The shot rises into the air on a crane and zooms out until it seems like there are thousands of these grave petals in every direction. They all look identical, but now we know the people beneath them were anything but. I’ve seen the movie a lot of times and it always makes me want to cry and laugh at the same time. I’m not sure which I was doing when Raina grabbed my hand. But she held it tight until the scene was over. And even when she took her hand away just a few minutes later, I could still feel her warmth.
ETHAN’S GLOSSARY OF FILM TERMS
ENTRY #175
JUMP CUT
A kind of cut where the subject of the movie seems like they’ve jerked forward in time, almost like a part of the scene is missing.
They’re jarring, and they make time seem like it has come unspooled.
Oftentimes, when they occur they’re just moving forward a little bit in time, like Luke Wilson shaving in The Royal Tenenbaums in that beautiful, haunting scene where he eventually tries to kill himself. His hair disappears in cut after cut until he’s nearly clean shaven, staring at the camera.
I used to think jump cuts were too much. That they pulled you out of the film. But now I know time can feel like that. Not just in the moment.
Sometimes years can fly by and then there you are with somebody, sharing the frame again like someone has stitched you in.
19
Have you ever been to a juvenile detention center?
It took me until my last official year as a juvenile, but I made it.

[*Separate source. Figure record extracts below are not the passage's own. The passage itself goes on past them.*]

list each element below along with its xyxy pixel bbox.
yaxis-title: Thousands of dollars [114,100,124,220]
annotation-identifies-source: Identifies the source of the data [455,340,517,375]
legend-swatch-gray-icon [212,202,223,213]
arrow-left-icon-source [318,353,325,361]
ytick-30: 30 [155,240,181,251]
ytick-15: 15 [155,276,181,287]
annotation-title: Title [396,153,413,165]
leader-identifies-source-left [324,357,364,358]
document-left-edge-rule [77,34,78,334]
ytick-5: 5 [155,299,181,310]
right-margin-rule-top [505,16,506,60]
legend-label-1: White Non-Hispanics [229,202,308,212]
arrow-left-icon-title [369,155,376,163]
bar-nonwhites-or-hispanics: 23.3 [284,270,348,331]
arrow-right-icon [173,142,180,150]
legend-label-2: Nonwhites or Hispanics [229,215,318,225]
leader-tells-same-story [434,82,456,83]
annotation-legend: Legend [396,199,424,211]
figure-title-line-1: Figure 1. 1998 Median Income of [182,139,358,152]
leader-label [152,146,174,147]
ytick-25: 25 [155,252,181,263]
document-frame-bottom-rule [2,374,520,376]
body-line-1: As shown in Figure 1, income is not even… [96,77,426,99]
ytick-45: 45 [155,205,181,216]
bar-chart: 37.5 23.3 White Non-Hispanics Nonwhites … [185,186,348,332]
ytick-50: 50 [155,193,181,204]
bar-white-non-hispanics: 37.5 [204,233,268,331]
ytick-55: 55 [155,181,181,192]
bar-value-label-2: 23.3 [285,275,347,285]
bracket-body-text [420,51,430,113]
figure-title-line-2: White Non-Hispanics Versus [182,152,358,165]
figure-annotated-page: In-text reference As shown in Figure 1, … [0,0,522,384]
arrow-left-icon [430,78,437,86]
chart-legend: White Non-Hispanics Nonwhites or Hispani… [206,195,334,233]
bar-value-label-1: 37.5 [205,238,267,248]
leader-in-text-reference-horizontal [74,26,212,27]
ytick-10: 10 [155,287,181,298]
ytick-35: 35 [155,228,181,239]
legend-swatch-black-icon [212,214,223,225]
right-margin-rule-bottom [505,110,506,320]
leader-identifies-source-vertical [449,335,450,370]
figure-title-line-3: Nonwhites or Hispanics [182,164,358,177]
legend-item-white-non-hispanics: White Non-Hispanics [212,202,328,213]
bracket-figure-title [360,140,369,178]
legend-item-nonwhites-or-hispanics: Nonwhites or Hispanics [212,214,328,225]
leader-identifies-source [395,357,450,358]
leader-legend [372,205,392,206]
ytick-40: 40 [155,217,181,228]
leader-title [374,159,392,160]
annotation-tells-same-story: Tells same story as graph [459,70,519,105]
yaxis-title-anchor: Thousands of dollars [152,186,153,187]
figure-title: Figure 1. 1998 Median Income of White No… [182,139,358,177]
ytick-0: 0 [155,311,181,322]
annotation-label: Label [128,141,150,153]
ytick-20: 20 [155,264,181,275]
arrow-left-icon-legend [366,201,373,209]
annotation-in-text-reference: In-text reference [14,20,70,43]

They sat Raina and me in a sad institutional lobby to check us in. There were a few desks in the room, and a dour man with a bad mustache was working on our paperwork. A nearby television with the volume off was playing a commercial for a taco with a shell made of fried chicken. Raina sat across from me in a fake leather chair. Against the drab leather, she looked more childish than revolutionary. She grabbed the back of her blond hair and twisted it into a short ponytail.